The Book of programming

The Book of Programming

The Two Aspects

Below the surface of the machine, the program moves. Without effort, it expands and contracts. In great harmony, electrons scatter and
regroup. The forms on the monitor are but ripples on the water. The essence stays invisibly below. When the creators built the machine, they put in the processor and the
memory. From these arise the two aspects of the program. The aspect of the processor is the active substance. It is called Control.

The aspect of the memory is the passive substance. It is called Data.

Data is made of merely bits, yet it takes complex forms. Control consists only of simple instructions, yet it performs difficult tasks. From the small and trivial, the large and complex arise.

The program source is Data. Control arises from it. The Control proceeds to create new Data. The one is born from the other, the other is useless without the one. This is the harmonious cycle of Data and Control.

Of themselves, Data and Control are without structure. The programmers of old moulded their programs out of this raw substance. Over time, the amorphous Data has crystallised into data types, and the chaotic Control was restricted into control structures and functions.

Short Sayings

When a student asked Fu-Tzu about the nature of the cycle of Data and Control, Fu-Tzu replied ‘Think of a compiler, compiling itself.’ A student asked ‘The programmers of old used only simple machines and no programming languages, yet they made beautiful programs. Why do we use complicated machines and programming languages?’. Fu-Tzu replied ‘The builders of old used only sticks and clay, yet they made beautiful huts.’

A hermit spent ten years writing a program. ‘My program can compute the motion of the stars on a 286-computer running MS DOS’, he proudly announced. ‘Nobody owns a 286-computer or uses MS DOS anymore.’, Fu-Tzu responded.

Fu-Tzu had written a small program that was full of global state and dubious shortcuts. Reading it, a student asked ‘You warned us against these techniques, yet I find them in your program. How can this be?’ Fu-Tzu said ‘There is no need to fetch a water hose when the house is not on fire.

‘{This is not to be read as an encouragement of sloppy programming, but rather as a warning against neurotic adherence to rules of thumb.}

Wisdom

A student was complaining about digital numbers. ‘When I take the root of two and then square it again, the result is already inaccurate!’. Overhearing him, Fu-Tzu laughed. ‘Here is a sheet of paper. Write down the precise value of the square root of two for me.’ Fu-Tzu said ‘When you cut against the grain of the wood, much strength
is needed. When you program against the grain of a problem, much code is needed.’ Tzu-li and Tzu-ssu were boasting about the size of their latest programs. ‘Two-hundred thousand lines’, said Tzu-li, ‘not counting comments!’. ‘Psah’, said Tzu-ssu, ‘mine is almost a *million* lines already.’ Fu-Tzu said ‘My best program has five hundred lines.’
Hearing this, Tzu-li and Tzu-ssu were enlightened.

A student had been sitting motionless behind his computer for hours, frowning darkly. He was trying to write a beautiful solution to a
difficult problem, but could not find the right approach. Fu-Tzu hit him on the back of his head and shouted ‘*Type something!*’ The student started writing an ugly solution. After he had finished, he suddenly understood the beautiful solution.

Progression

A beginning programmer writes his programs like an ant builds her hill, one piece at a time, without thought for the bigger structure.
His programs will be like loose sand. They may stand for a while, but growing too big they fall apart
{Referring to the danger of internal inconsistency and duplicated structure in unorganised code.}. 

Realising this problem, the programmer will start to spend a lot of time thinking about structure. His programs will be rigidly structured, like rock sculptures. They are solid, but when they must change, violence must be done to them{Referring to the fact that structure tends to put restrictions on the evolution of a program.}.

The master programmer knows when to apply structure and when to leave things in their simple form. His programs are like clay, solid yet malleable.

Language

When a programming language is created, it is given syntax and semantics. The syntax describes the form of the program, the semantics describe the function. When the syntax is beautiful and the semantics are clear, the program will be like a stately tree. When the syntax is clumsy and the semantics confusing, the program will be like a bramble bush.

Tzu-ssu was asked to write a program in the language called Java, which takes a very primitive approach to functions. Every morning, as he sat down in front of his computer, he started complaining. All day he cursed, blaming the language for all that went wrong. Fu-Tzu listened for a while, and then reproached him, saying ‘Every language
has its own way. Follow its form, do not try to program as if you were using another language.’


GOAL OF THE EXERCISE: Note each line in the data holding the string "Votes" and report it.
════
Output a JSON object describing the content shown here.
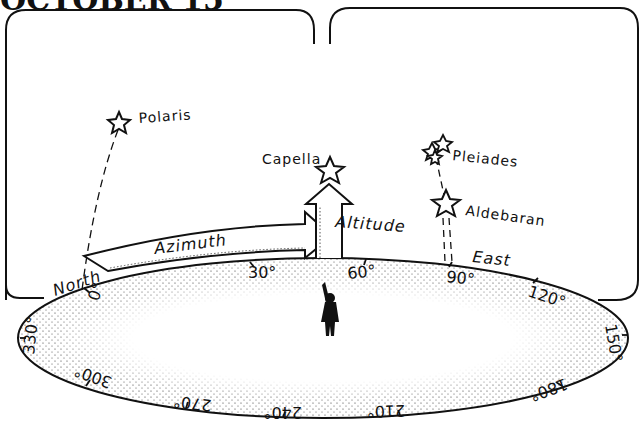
{
  "title": "OCTOBER 15",
  "stars": [
    {
      "name": "Polaris",
      "label": "Polaris"
    },
    {
      "name": "Capella",
      "label": "Capella"
    },
    {
      "name": "Pleiades",
      "label": "Pleiades"
    },
    {
      "name": "Aldebaran",
      "label": "Aldebaran"
    }
  ],
  "arrows": {
    "azimuth": "Azimuth",
    "altitude": "Altitude"
  },
  "directions": {
    "north": "North",
    "east": "East"
  },
  "horizon_degrees": [
    "0°",
    "30°",
    "60°",
    "90°",
    "120°",
    "150°",
    "180°",
    "210°",
    "240°",
    "270°",
    "300°",
    "330°"
  ],
  "colors": {
    "ink": "#111111",
    "paper": "#ffffff"
  }
}
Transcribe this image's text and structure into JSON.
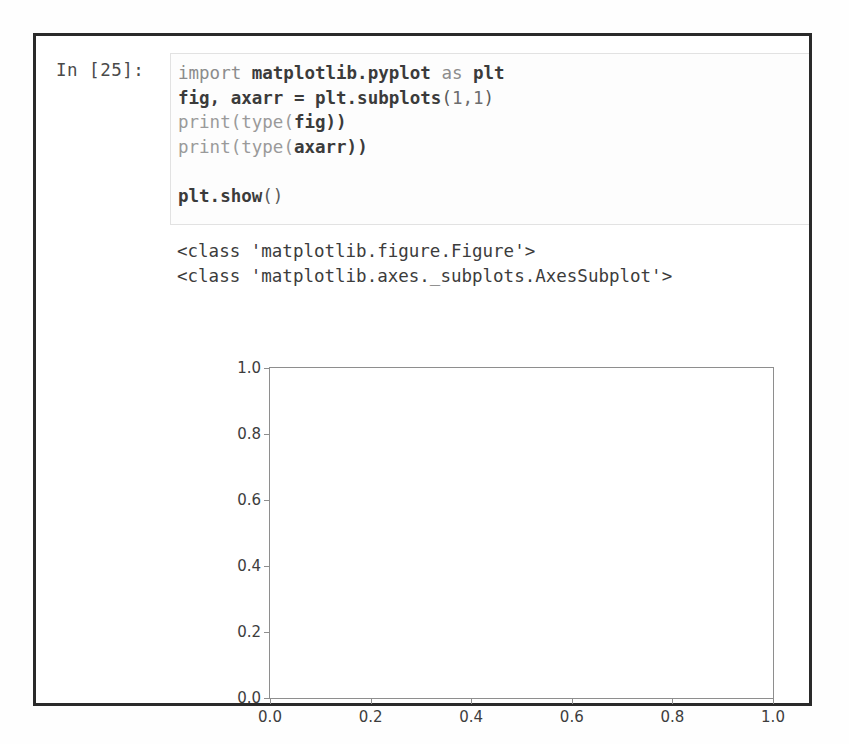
{
  "cell": {
    "prompt_label": "In [25]:",
    "code_lines": [
      [
        {
          "t": "import ",
          "c": "tok-kw"
        },
        {
          "t": "matplotlib.pyplot ",
          "c": "tok-plain"
        },
        {
          "t": "as ",
          "c": "tok-kw"
        },
        {
          "t": "plt",
          "c": "tok-plain"
        }
      ],
      [
        {
          "t": "fig, axarr = plt.subplots",
          "c": "tok-plain"
        },
        {
          "t": "(",
          "c": "tok-punct"
        },
        {
          "t": "1,1",
          "c": "tok-num"
        },
        {
          "t": ")",
          "c": "tok-punct"
        }
      ],
      [
        {
          "t": "print",
          "c": "tok-fn"
        },
        {
          "t": "(",
          "c": "tok-fn"
        },
        {
          "t": "type",
          "c": "tok-fn"
        },
        {
          "t": "(",
          "c": "tok-fn"
        },
        {
          "t": "fig))",
          "c": "tok-plain"
        }
      ],
      [
        {
          "t": "print",
          "c": "tok-fn"
        },
        {
          "t": "(",
          "c": "tok-fn"
        },
        {
          "t": "type",
          "c": "tok-fn"
        },
        {
          "t": "(",
          "c": "tok-fn"
        },
        {
          "t": "axarr))",
          "c": "tok-plain"
        }
      ],
      [],
      [
        {
          "t": "plt.show",
          "c": "tok-plain"
        },
        {
          "t": "()",
          "c": "tok-punct"
        }
      ]
    ],
    "code_plain": [
      "import matplotlib.pyplot as plt",
      "fig, axarr = plt.subplots(1,1)",
      "print(type(fig))",
      "print(type(axarr))",
      "",
      "plt.show()"
    ],
    "output_lines": [
      "<class 'matplotlib.figure.Figure'>",
      "<class 'matplotlib.axes._subplots.AxesSubplot'>"
    ]
  },
  "chart_data": {
    "type": "line",
    "title": "",
    "xlabel": "",
    "ylabel": "",
    "xlim": [
      0.0,
      1.0
    ],
    "ylim": [
      0.0,
      1.0
    ],
    "xticks": [
      0.0,
      0.2,
      0.4,
      0.6,
      0.8,
      1.0
    ],
    "yticks": [
      0.0,
      0.2,
      0.4,
      0.6,
      0.8,
      1.0
    ],
    "xtick_labels": [
      "0.0",
      "0.2",
      "0.4",
      "0.6",
      "0.8",
      "1.0"
    ],
    "ytick_labels": [
      "0.0",
      "0.2",
      "0.4",
      "0.6",
      "0.8",
      "1.0"
    ],
    "grid": false,
    "legend": null,
    "series": [],
    "note": "empty matplotlib axes created by plt.subplots(1,1); no data plotted"
  },
  "colors": {
    "cell_border": "#2a2a2a",
    "code_box_border": "#e2e2e2",
    "text": "#3c3c3c",
    "axis": "#8e8e8e",
    "background": "#ffffff"
  }
}
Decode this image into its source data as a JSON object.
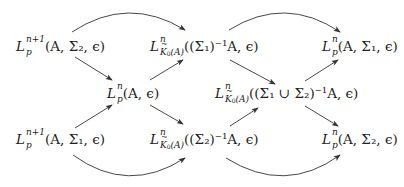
{
  "diagram": {
    "type": "commutative-diagram",
    "nodes": {
      "top_left": {
        "base": "L",
        "sup": "n+1",
        "sub": "p",
        "args": "(A, Σ2, ε)",
        "sigma_index": "2"
      },
      "top_mid": {
        "base": "L",
        "sup": "n",
        "sub": "K̃0(A)",
        "args": "((Σ1)⁻¹A, ε)"
      },
      "top_right": {
        "base": "L",
        "sup": "n",
        "sub": "p",
        "args": "(A, Σ1, ε)"
      },
      "mid_left": {
        "base": "L",
        "sup": "n",
        "sub": "p",
        "args": "(A, ε)"
      },
      "mid_right": {
        "base": "L",
        "sup": "n",
        "sub": "K̃0(A)",
        "args": "((Σ1 ∪ Σ2)⁻¹A, ε)"
      },
      "bottom_left": {
        "base": "L",
        "sup": "n+1",
        "sub": "p",
        "args": "(A, Σ1, ε)"
      },
      "bottom_mid": {
        "base": "L",
        "sup": "n",
        "sub": "K̃0(A)",
        "args": "((Σ2)⁻¹A, ε)"
      },
      "bottom_right": {
        "base": "L",
        "sup": "n",
        "sub": "p",
        "args": "(A, Σ2, ε)"
      }
    },
    "labels": {
      "L": "L",
      "sup_n1": "n+1",
      "sup_n": "n",
      "sub_p": "p",
      "K": "K",
      "zero": "0",
      "A_paren": "(A)",
      "tl_args": "(A, Σ₂, ϵ)",
      "tm_args": "((Σ₁)⁻¹A, ϵ)",
      "tr_args": "(A, Σ₁, ϵ)",
      "ml_args": "(A, ϵ)",
      "mr_args": "((Σ₁ ∪ Σ₂)⁻¹A, ϵ)",
      "bl_args": "(A, Σ₁, ϵ)",
      "bm_args": "((Σ₂)⁻¹A, ϵ)",
      "br_args": "(A, Σ₂, ϵ)"
    },
    "arrows": [
      {
        "from": "top_left",
        "to": "top_mid",
        "shape": "curved"
      },
      {
        "from": "top_mid",
        "to": "top_right",
        "shape": "curved"
      },
      {
        "from": "top_left",
        "to": "mid_left",
        "shape": "straight"
      },
      {
        "from": "mid_left",
        "to": "top_mid",
        "shape": "straight"
      },
      {
        "from": "top_mid",
        "to": "mid_right",
        "shape": "straight"
      },
      {
        "from": "mid_right",
        "to": "top_right",
        "shape": "straight"
      },
      {
        "from": "bottom_left",
        "to": "mid_left",
        "shape": "straight"
      },
      {
        "from": "mid_left",
        "to": "bottom_mid",
        "shape": "straight"
      },
      {
        "from": "bottom_mid",
        "to": "mid_right",
        "shape": "straight"
      },
      {
        "from": "mid_right",
        "to": "bottom_right",
        "shape": "straight"
      },
      {
        "from": "bottom_left",
        "to": "bottom_mid",
        "shape": "curved"
      },
      {
        "from": "bottom_mid",
        "to": "bottom_right",
        "shape": "curved"
      }
    ],
    "colors": {
      "stroke": "#333333",
      "text": "#222222",
      "background": "#ffffff"
    }
  }
}
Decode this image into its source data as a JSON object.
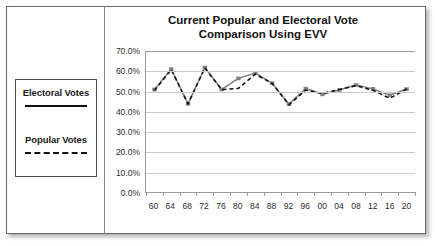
{
  "slide": {
    "title_line1": "Current Popular and Electoral Vote",
    "title_line2": "Comparison Using EVV",
    "title_full": "Current Popular and Electoral Vote\nComparison Using EVV"
  },
  "legend": {
    "electoral_label": "Electoral Votes",
    "popular_label": "Popular Votes",
    "electoral_style": "solid",
    "popular_style": "dashed",
    "electoral_color": "#808080",
    "popular_color": "#111111"
  },
  "chart_data": {
    "type": "line",
    "title": "Current Popular and Electoral Vote Comparison Using EVV",
    "xlabel": "",
    "ylabel": "",
    "ylim": [
      0,
      70
    ],
    "yticks": [
      "0.0%",
      "10.0%",
      "20.0%",
      "30.0%",
      "40.0%",
      "50.0%",
      "60.0%",
      "70.0%"
    ],
    "ytick_values": [
      0,
      10,
      20,
      30,
      40,
      50,
      60,
      70
    ],
    "grid": true,
    "legend_position": "left-panel",
    "categories": [
      "60",
      "64",
      "68",
      "72",
      "76",
      "80",
      "84",
      "88",
      "92",
      "96",
      "00",
      "04",
      "08",
      "12",
      "16",
      "20"
    ],
    "series": [
      {
        "name": "Electoral Votes",
        "style": "solid",
        "color": "#808080",
        "marker": "square",
        "values": [
          50.9,
          61.0,
          43.8,
          61.8,
          50.9,
          56.4,
          59.0,
          54.0,
          43.7,
          51.3,
          48.5,
          50.6,
          53.1,
          51.2,
          48.0,
          51.1
        ]
      },
      {
        "name": "Popular Votes",
        "style": "dashed",
        "color": "#111111",
        "marker": "none",
        "values": [
          50.3,
          60.8,
          43.8,
          61.6,
          50.8,
          51.5,
          58.5,
          54.0,
          43.3,
          50.6,
          48.9,
          50.9,
          52.8,
          50.5,
          46.5,
          51.1
        ]
      }
    ]
  }
}
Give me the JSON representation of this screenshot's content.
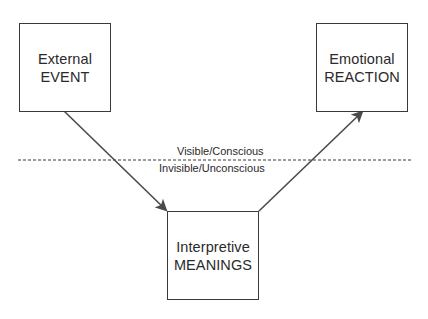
{
  "diagram": {
    "nodes": [
      {
        "id": "event",
        "line1": "External",
        "line2": "EVENT"
      },
      {
        "id": "meanings",
        "line1": "Interpretive",
        "line2": "MEANINGS"
      },
      {
        "id": "reaction",
        "line1": "Emotional",
        "line2": "REACTION"
      }
    ],
    "edges": [
      {
        "from": "event",
        "to": "meanings"
      },
      {
        "from": "meanings",
        "to": "reaction"
      }
    ],
    "divider": {
      "style": "dashed",
      "label_above": "Visible/Conscious",
      "label_below": "Invisible/Unconscious"
    },
    "colors": {
      "line": "#3a3a3a",
      "arrow": "#4a4a4a",
      "background": "#ffffff"
    }
  }
}
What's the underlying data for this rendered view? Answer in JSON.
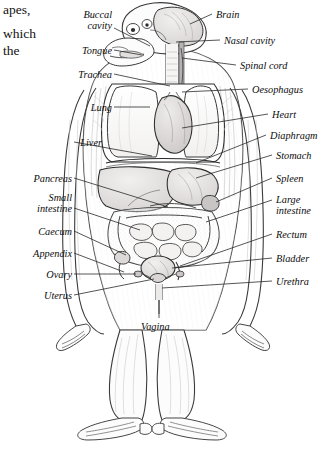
{
  "figure": {
    "kind": "anatomical-diagram",
    "style": "grayscale pen-and-ink line drawing with stipple shading",
    "body_text_fragments": [
      {
        "text": "apes,",
        "x": 3,
        "y": 3
      },
      {
        "text": "which",
        "x": 3,
        "y": 27
      },
      {
        "text": "the",
        "x": 3,
        "y": 44
      }
    ],
    "colors": {
      "ink": "#1a1a1a",
      "leader": "#2b2b2b",
      "organ_fill": "#e9e7e6",
      "organ_fill_dark": "#d8d5d4",
      "lung_fill": "#fbfbfb",
      "skin_fill": "#fcfbfa",
      "shade": "#bdbab9",
      "background": "#ffffff"
    }
  },
  "labels_left": [
    {
      "name": "buccal-cavity",
      "lines": [
        "Buccal",
        "cavity"
      ],
      "x": 56,
      "y": 10,
      "w": 56
    },
    {
      "name": "tongue",
      "lines": [
        "Tongue"
      ],
      "x": 52,
      "y": 46,
      "w": 60
    },
    {
      "name": "trachea",
      "lines": [
        "Trachea"
      ],
      "x": 40,
      "y": 70,
      "w": 72
    },
    {
      "name": "lung",
      "lines": [
        "Lung"
      ],
      "x": 36,
      "y": 103,
      "w": 76
    },
    {
      "name": "liver",
      "lines": [
        "Liver"
      ],
      "x": 30,
      "y": 138,
      "w": 72
    },
    {
      "name": "pancreas",
      "lines": [
        "Pancreas"
      ],
      "x": 4,
      "y": 174,
      "w": 68
    },
    {
      "name": "small-intestine",
      "lines": [
        "Small",
        "intestine"
      ],
      "x": 4,
      "y": 193,
      "w": 68
    },
    {
      "name": "caecum",
      "lines": [
        "Caecum"
      ],
      "x": 4,
      "y": 227,
      "w": 68
    },
    {
      "name": "appendix",
      "lines": [
        "Appendix"
      ],
      "x": 4,
      "y": 249,
      "w": 68
    },
    {
      "name": "ovary",
      "lines": [
        "Ovary"
      ],
      "x": 4,
      "y": 270,
      "w": 68
    },
    {
      "name": "uterus",
      "lines": [
        "Uterus"
      ],
      "x": 4,
      "y": 291,
      "w": 68
    }
  ],
  "labels_right": [
    {
      "name": "brain",
      "lines": [
        "Brain"
      ],
      "x": 216,
      "y": 10
    },
    {
      "name": "nasal-cavity",
      "lines": [
        "Nasal cavity"
      ],
      "x": 224,
      "y": 36
    },
    {
      "name": "spinal-cord",
      "lines": [
        "Spinal cord"
      ],
      "x": 240,
      "y": 61
    },
    {
      "name": "oesophagus",
      "lines": [
        "Oesophagus"
      ],
      "x": 252,
      "y": 85
    },
    {
      "name": "heart",
      "lines": [
        "Heart"
      ],
      "x": 272,
      "y": 110
    },
    {
      "name": "diaphragm",
      "lines": [
        "Diaphragm"
      ],
      "x": 270,
      "y": 131
    },
    {
      "name": "stomach",
      "lines": [
        "Stomach"
      ],
      "x": 276,
      "y": 151
    },
    {
      "name": "spleen",
      "lines": [
        "Spleen"
      ],
      "x": 276,
      "y": 174
    },
    {
      "name": "large-intestine",
      "lines": [
        "Large",
        "intestine"
      ],
      "x": 276,
      "y": 195
    },
    {
      "name": "rectum",
      "lines": [
        "Rectum"
      ],
      "x": 276,
      "y": 230
    },
    {
      "name": "bladder",
      "lines": [
        "Bladder"
      ],
      "x": 276,
      "y": 254
    },
    {
      "name": "urethra",
      "lines": [
        "Urethra"
      ],
      "x": 276,
      "y": 277
    }
  ],
  "labels_bottom": [
    {
      "name": "vagina",
      "lines": [
        "Vagina"
      ],
      "x": 141,
      "y": 322
    }
  ]
}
════
EXERCISE OUTPUT:
    "electoral_label": "Electoral Votes",
    "popular_label": "Popular Votes",
        "name": "Electoral Votes",
        "name": "Popular Votes",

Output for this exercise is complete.